Why this ex-con trucker set up a campaign office for Donald Trump

With the presidential election just days away, Republican nominee Donald Trump’s best hope for winning a term in the White House could rest in the hands of voters from Pennsylvania, a state that hasn’t chosen a candidate from his party in nearly 30 years.

With 20 Electoral College votes at stake here, Trump could win nearly every other “toss-up” state — including important battlegrounds like Florida, Ohio and North Carolina — and still lose the election if he doesn’t carry Pennsylvania.

And because Democratic nominee Hillary Clinton appears to have the state’s densely populated urban areas like Pittsburgh and Philadelphia locked in her favor, Trump needs Pennsylvania’s rural areas and smaller, working-class cities like Scranton to come out on top.

The problem? Republicans are outnumbered by registered Democrats by almost a million votes.

“The joke around here is that if you vote Republican on Tuesday, you’ve got to go to confession on Saturday,” said Vince Galko, a veteran Republican strategist in Pennsylvania who has worked on former President George W. Bush’s re-election effort here. “Voters in this part of the state have been trained over the years to pull that straight Democratic lever, so it’s a challenge for Republicans to get people to split their ticket.”

The registration gap, however, has shrunk this election season. About 100,000 Democrats have switched their party identification to Republican, according the Pennsylvania Department of State, outnumbering the nearly 40,000 Republicans who became Democrats.

Trump’s campaign has made a concerted effort to make inroads among working-class Democrats here, a voting group he’ll need to win the state.

Trump’s “America First” message is resonating with longtime Democrats like Debbie Merrigan, a server at the Bucktown Diner in nearby Dunmore who switched her party identification during the last election cycle.

Merrigan said she believes immigrants are receiving special treatment from the government at the expense of natural-born Americans, and worries about the influx of refugees fleeing war-torn Syria.
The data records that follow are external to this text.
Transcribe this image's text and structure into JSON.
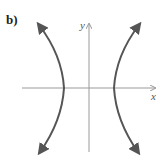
{
  "figure": {
    "part_label": "b)",
    "x_axis_label": "x",
    "y_axis_label": "y",
    "curve": "hyperbola opening left and right",
    "colors": {
      "curve": "#555555",
      "axis": "#999999"
    }
  }
}
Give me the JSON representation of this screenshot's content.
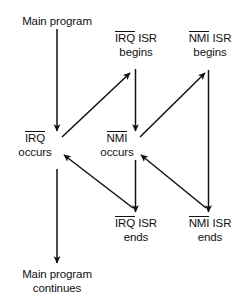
{
  "figure": {
    "background_color": "#ffffff",
    "stroke_color": "#111111",
    "text_color": "#111111"
  },
  "nodes": {
    "main_program": {
      "line1": "Main program"
    },
    "irq_isr_begins": {
      "overline": "IRQ",
      "rest": " ISR",
      "line2": "begins"
    },
    "nmi_isr_begins": {
      "overline": "NMI",
      "rest": " ISR",
      "line2": "begins"
    },
    "irq_occurs": {
      "overline": "IRQ",
      "line2": "occurs"
    },
    "nmi_occurs": {
      "overline": "NMI",
      "line2": "occurs"
    },
    "irq_isr_ends": {
      "overline": "IRQ",
      "rest": " ISR",
      "line2": "ends"
    },
    "nmi_isr_ends": {
      "overline": "NMI",
      "rest": " ISR",
      "line2": "ends"
    },
    "main_program_continues": {
      "line1": "Main program",
      "line2": "continues"
    }
  },
  "edges": [
    {
      "name": "main-program-to-irq-occurs",
      "from": "main_program",
      "to": "irq_occurs",
      "kind": "vertical-down"
    },
    {
      "name": "irq-occurs-to-irq-isr-begins",
      "from": "irq_occurs",
      "to": "irq_isr_begins",
      "kind": "diagonal-up-right"
    },
    {
      "name": "irq-isr-begins-to-nmi-occurs",
      "from": "irq_isr_begins",
      "to": "nmi_occurs",
      "kind": "vertical-down"
    },
    {
      "name": "nmi-occurs-to-nmi-isr-begins",
      "from": "nmi_occurs",
      "to": "nmi_isr_begins",
      "kind": "diagonal-up-right"
    },
    {
      "name": "nmi-isr-begins-to-nmi-isr-ends",
      "from": "nmi_isr_begins",
      "to": "nmi_isr_ends",
      "kind": "vertical-down"
    },
    {
      "name": "nmi-isr-ends-to-nmi-occurs",
      "from": "nmi_isr_ends",
      "to": "nmi_occurs",
      "kind": "diagonal-up-left"
    },
    {
      "name": "nmi-occurs-to-irq-isr-ends",
      "from": "nmi_occurs",
      "to": "irq_isr_ends",
      "kind": "vertical-down"
    },
    {
      "name": "irq-isr-ends-to-irq-occurs",
      "from": "irq_isr_ends",
      "to": "irq_occurs",
      "kind": "diagonal-up-left"
    },
    {
      "name": "irq-occurs-to-main-program-continues",
      "from": "irq_occurs",
      "to": "main_program_continues",
      "kind": "vertical-down"
    }
  ]
}
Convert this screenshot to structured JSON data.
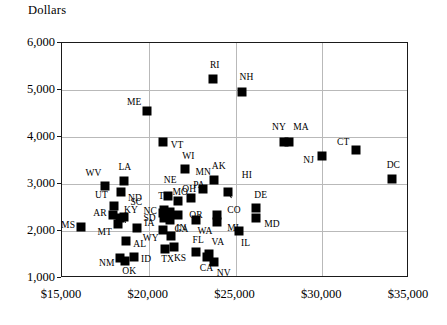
{
  "axis_title": "Dollars",
  "chart_data": {
    "type": "scatter",
    "title": "",
    "xlabel": "",
    "ylabel": "Dollars",
    "xlim": [
      15000,
      35000
    ],
    "ylim": [
      1000,
      6000
    ],
    "xticks": [
      "$15,000",
      "$20,000",
      "$25,000",
      "$30,000",
      "$35,000"
    ],
    "xtick_values": [
      15000,
      20000,
      25000,
      30000,
      35000
    ],
    "yticks": [
      "1,000",
      "2,000",
      "3,000",
      "4,000",
      "5,000",
      "6,000"
    ],
    "ytick_values": [
      1000,
      2000,
      3000,
      4000,
      5000,
      6000
    ],
    "grid": true,
    "legend": "none",
    "marker": "filled-square",
    "points": [
      {
        "label": "MS",
        "x": 16100,
        "y": 2080,
        "lx": -20,
        "ly": -2
      },
      {
        "label": "WV",
        "x": 17450,
        "y": 2950,
        "lx": -19,
        "ly": -13
      },
      {
        "label": "LA",
        "x": 18600,
        "y": 3070,
        "lx": -6,
        "ly": -14
      },
      {
        "label": "ND",
        "x": 18400,
        "y": 2840,
        "lx": 7,
        "ly": 6
      },
      {
        "label": "UT",
        "x": 18000,
        "y": 2530,
        "lx": -19,
        "ly": -11
      },
      {
        "label": "AR",
        "x": 17950,
        "y": 2330,
        "lx": -20,
        "ly": -2
      },
      {
        "label": "KY",
        "x": 18350,
        "y": 2280,
        "lx": 4,
        "ly": -8
      },
      {
        "label": "SC",
        "x": 18600,
        "y": 2300,
        "lx": 6,
        "ly": -15
      },
      {
        "label": "MT",
        "x": 18200,
        "y": 2140,
        "lx": -20,
        "ly": 8
      },
      {
        "label": "SD",
        "x": 19350,
        "y": 2060,
        "lx": 6,
        "ly": -10
      },
      {
        "label": "AL",
        "x": 18700,
        "y": 1780,
        "lx": 7,
        "ly": 3
      },
      {
        "label": "ID",
        "x": 19150,
        "y": 1440,
        "lx": 7,
        "ly": 2
      },
      {
        "label": "NM",
        "x": 18350,
        "y": 1430,
        "lx": -21,
        "ly": 5
      },
      {
        "label": "OK",
        "x": 18650,
        "y": 1370,
        "lx": -3,
        "ly": 10
      },
      {
        "label": "ME",
        "x": 19900,
        "y": 4550,
        "lx": -20,
        "ly": -9
      },
      {
        "label": "VT",
        "x": 20800,
        "y": 3890,
        "lx": 8,
        "ly": 3
      },
      {
        "label": "TN",
        "x": 20900,
        "y": 2450,
        "lx": -6,
        "ly": -14
      },
      {
        "label": "NC",
        "x": 20850,
        "y": 2380,
        "lx": -20,
        "ly": -2
      },
      {
        "label": "IA",
        "x": 20900,
        "y": 2280,
        "lx": -20,
        "ly": 5
      },
      {
        "label": "NE",
        "x": 21100,
        "y": 2750,
        "lx": -4,
        "ly": -16
      },
      {
        "label": "MO",
        "x": 21250,
        "y": 2400,
        "lx": 2,
        "ly": -20
      },
      {
        "label": "GA",
        "x": 21250,
        "y": 2230,
        "lx": 4,
        "ly": 9
      },
      {
        "label": "OH",
        "x": 21700,
        "y": 2630,
        "lx": 4,
        "ly": -12
      },
      {
        "label": "OR",
        "x": 21700,
        "y": 2330,
        "lx": 11,
        "ly": 0
      },
      {
        "label": "WI",
        "x": 22100,
        "y": 3320,
        "lx": -3,
        "ly": -13
      },
      {
        "label": "PA",
        "x": 22450,
        "y": 2700,
        "lx": 2,
        "ly": -13
      },
      {
        "label": "MN",
        "x": 23100,
        "y": 2900,
        "lx": -7,
        "ly": -17
      },
      {
        "label": "WA",
        "x": 22700,
        "y": 2230,
        "lx": 2,
        "ly": 11
      },
      {
        "label": "WY",
        "x": 20800,
        "y": 2030,
        "lx": -20,
        "ly": 8
      },
      {
        "label": "IN",
        "x": 21300,
        "y": 1890,
        "lx": 5,
        "ly": -8
      },
      {
        "label": "TX",
        "x": 20950,
        "y": 1620,
        "lx": -4,
        "ly": 10
      },
      {
        "label": "KS",
        "x": 21450,
        "y": 1660,
        "lx": 0,
        "ly": 11
      },
      {
        "label": "FL",
        "x": 22700,
        "y": 1560,
        "lx": -3,
        "ly": -12
      },
      {
        "label": "CA",
        "x": 23350,
        "y": 1450,
        "lx": -7,
        "ly": 11
      },
      {
        "label": "VA",
        "x": 23500,
        "y": 1520,
        "lx": 2,
        "ly": -12
      },
      {
        "label": "NV",
        "x": 23750,
        "y": 1330,
        "lx": 3,
        "ly": 11
      },
      {
        "label": "AK",
        "x": 23750,
        "y": 3080,
        "lx": -2,
        "ly": -14
      },
      {
        "label": "CO",
        "x": 23950,
        "y": 2330,
        "lx": 10,
        "ly": -5
      },
      {
        "label": "MI",
        "x": 23950,
        "y": 2200,
        "lx": 10,
        "ly": 6
      },
      {
        "label": "HI",
        "x": 24550,
        "y": 2840,
        "lx": 14,
        "ly": -17
      },
      {
        "label": "RI",
        "x": 23700,
        "y": 5240,
        "lx": -3,
        "ly": -14
      },
      {
        "label": "NH",
        "x": 25350,
        "y": 4960,
        "lx": -2,
        "ly": -15
      },
      {
        "label": "IL",
        "x": 25200,
        "y": 1990,
        "lx": 2,
        "ly": 12
      },
      {
        "label": "DE",
        "x": 26200,
        "y": 2490,
        "lx": -2,
        "ly": -13
      },
      {
        "label": "MD",
        "x": 26200,
        "y": 2270,
        "lx": 8,
        "ly": 6
      },
      {
        "label": "NY",
        "x": 27800,
        "y": 3890,
        "lx": -12,
        "ly": -15
      },
      {
        "label": "MA",
        "x": 28100,
        "y": 3890,
        "lx": 4,
        "ly": -15
      },
      {
        "label": "NJ",
        "x": 30000,
        "y": 3590,
        "lx": -19,
        "ly": 4
      },
      {
        "label": "CT",
        "x": 31950,
        "y": 3720,
        "lx": -19,
        "ly": -8
      },
      {
        "label": "DC",
        "x": 34000,
        "y": 3110,
        "lx": -5,
        "ly": -14
      }
    ],
    "leaders": [
      {
        "from_x": 18600,
        "from_y": 2300,
        "to_x": 18720,
        "to_y": 2180
      },
      {
        "from_x": 21250,
        "from_y": 2400,
        "to_x": 21130,
        "to_y": 2295
      },
      {
        "from_x": 24550,
        "from_y": 2840,
        "to_x": 24770,
        "to_y": 2720
      }
    ]
  }
}
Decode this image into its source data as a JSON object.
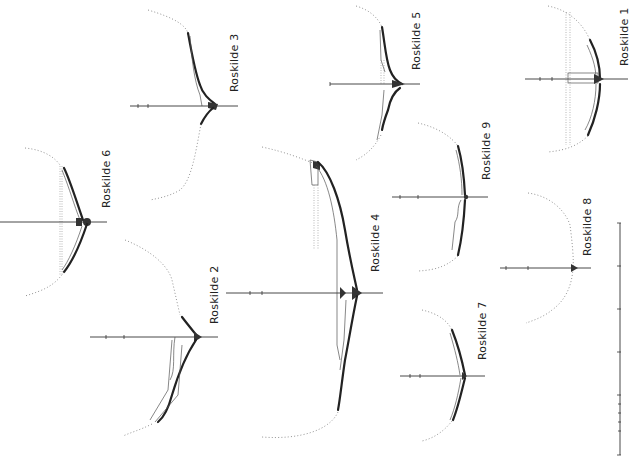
{
  "figure": {
    "orientation": "rotated 90 degrees counter-clockwise",
    "sections": [
      {
        "id": "r1",
        "label": "Roskilde 1"
      },
      {
        "id": "r2",
        "label": "Roskilde 2"
      },
      {
        "id": "r3",
        "label": "Roskilde 3"
      },
      {
        "id": "r4",
        "label": "Roskilde 4"
      },
      {
        "id": "r5",
        "label": "Roskilde 5"
      },
      {
        "id": "r6",
        "label": "Roskilde 6"
      },
      {
        "id": "r7",
        "label": "Roskilde 7"
      },
      {
        "id": "r8",
        "label": "Roskilde 8"
      },
      {
        "id": "r9",
        "label": "Roskilde 9"
      }
    ],
    "scale_bar": {
      "ticks": 6,
      "subdivided_last_segment": true
    },
    "colors": {
      "line": "#222222",
      "dotted": "#777777",
      "background": "#ffffff"
    }
  }
}
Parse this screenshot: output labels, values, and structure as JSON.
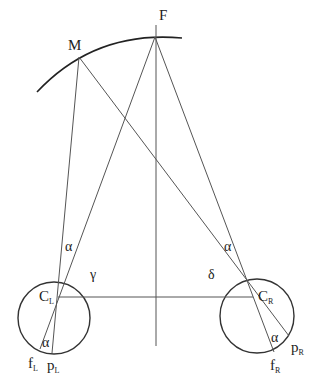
{
  "diagram": {
    "colors": {
      "stroke": "#333333",
      "arc": "#222222",
      "text": "#222222",
      "background": "#ffffff"
    },
    "points": {
      "F": {
        "label": "F",
        "x": 155,
        "y": 37
      },
      "M": {
        "label": "M",
        "x": 79,
        "y": 57
      },
      "CL": {
        "label": "C",
        "sub": "L",
        "x": 58,
        "y": 298
      },
      "CR": {
        "label": "C",
        "sub": "R",
        "x": 253,
        "y": 296
      },
      "fL": {
        "label": "f",
        "sub": "L",
        "x": 40,
        "y": 349
      },
      "pL": {
        "label": "p",
        "sub": "L",
        "x": 52,
        "y": 353
      },
      "fR": {
        "label": "f",
        "sub": "R",
        "x": 274,
        "y": 352
      },
      "pR": {
        "label": "p",
        "sub": "R",
        "x": 289,
        "y": 336
      }
    },
    "circles": [
      {
        "name": "left-eye",
        "cx": 54,
        "cy": 318,
        "r": 36
      },
      {
        "name": "right-eye",
        "cx": 257,
        "cy": 316,
        "r": 37
      }
    ],
    "angles": {
      "alpha": "α",
      "gamma": "γ",
      "delta": "δ"
    }
  }
}
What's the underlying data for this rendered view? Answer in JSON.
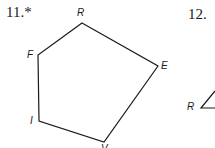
{
  "problems": [
    {
      "number": "11.*",
      "figure": "pentagon",
      "vertices": [
        {
          "label": "R",
          "x": 82,
          "y": 23
        },
        {
          "label": "E",
          "x": 158,
          "y": 66
        },
        {
          "label": "V",
          "x": 104,
          "y": 142
        },
        {
          "label": "I",
          "x": 39,
          "y": 121
        },
        {
          "label": "F",
          "x": 38,
          "y": 55
        }
      ]
    },
    {
      "number": "12.",
      "figure": "triangle (partially visible)",
      "vertices": [
        {
          "label": "R",
          "x": 201,
          "y": 107
        }
      ]
    }
  ],
  "colors": {
    "stroke": "#1a1a1a",
    "background": "#ffffff"
  }
}
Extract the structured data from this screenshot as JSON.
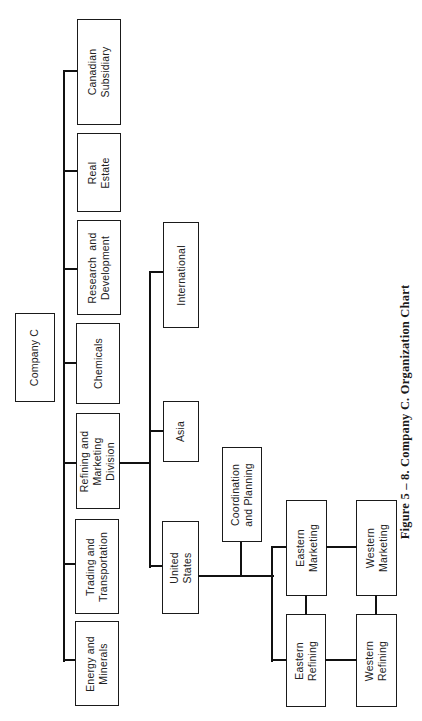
{
  "figure": {
    "caption": "Figure 5 – 8.  Company C. Organization Chart",
    "orientation": "rotated 90° counter-clockwise"
  },
  "org": {
    "root": {
      "label": "Company C"
    },
    "divisions": [
      {
        "label": "Energy and\nMinerals"
      },
      {
        "label": "Trading and\nTransportation"
      },
      {
        "label": "Refining and\nMarketing\nDivision"
      },
      {
        "label": "Chemicals"
      },
      {
        "label": "Research  and\nDevelopment"
      },
      {
        "label": "Real\nEstate"
      },
      {
        "label": "Canadian\nSubsidiary"
      }
    ],
    "rm_units": [
      {
        "label": "United\nStates"
      },
      {
        "label": "Asia"
      },
      {
        "label": "International"
      }
    ],
    "us_units": [
      {
        "label": "Coordination\nand Planning"
      },
      {
        "label": "Eastern\nRefining"
      },
      {
        "label": "Eastern\nMarketing"
      },
      {
        "label": "Western\nRefining"
      },
      {
        "label": "Western\nMarketing"
      }
    ]
  },
  "colors": {
    "line": "#111111",
    "background": "#ffffff"
  }
}
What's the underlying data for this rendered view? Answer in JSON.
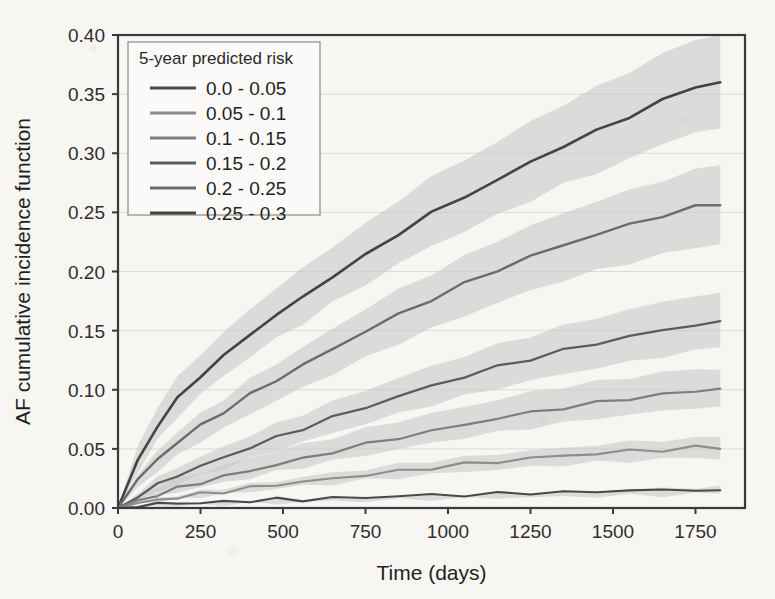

“I’ve always been Democrat. I switched,” said Merrigan. “I’m all for Trump. You’ve got people coming over. ISIS. It’s scary, and you don’t know when it’s going to happen. With Trump, he can actually do something to stop it and hopefully build a better life for us Americans.”

Trump and his vice presidential nominee, Indiana Gov. Mike Pence, have made several trips to the area, but it might not be enough to tip the scales here. Polls have consistently shown Clinton leading in the state, and a Bloomberg Poll taken in October found Clinton leading in Philadelphia’s four suburban counties by 28 percentage points.

“The real issue is intensity versus registration. Can Donald Trump’s intensity overtake the Democrats registration?” said Galko. “He can’t match the Democrats registration, but he’s hoping Democrats can’t match his intensity.”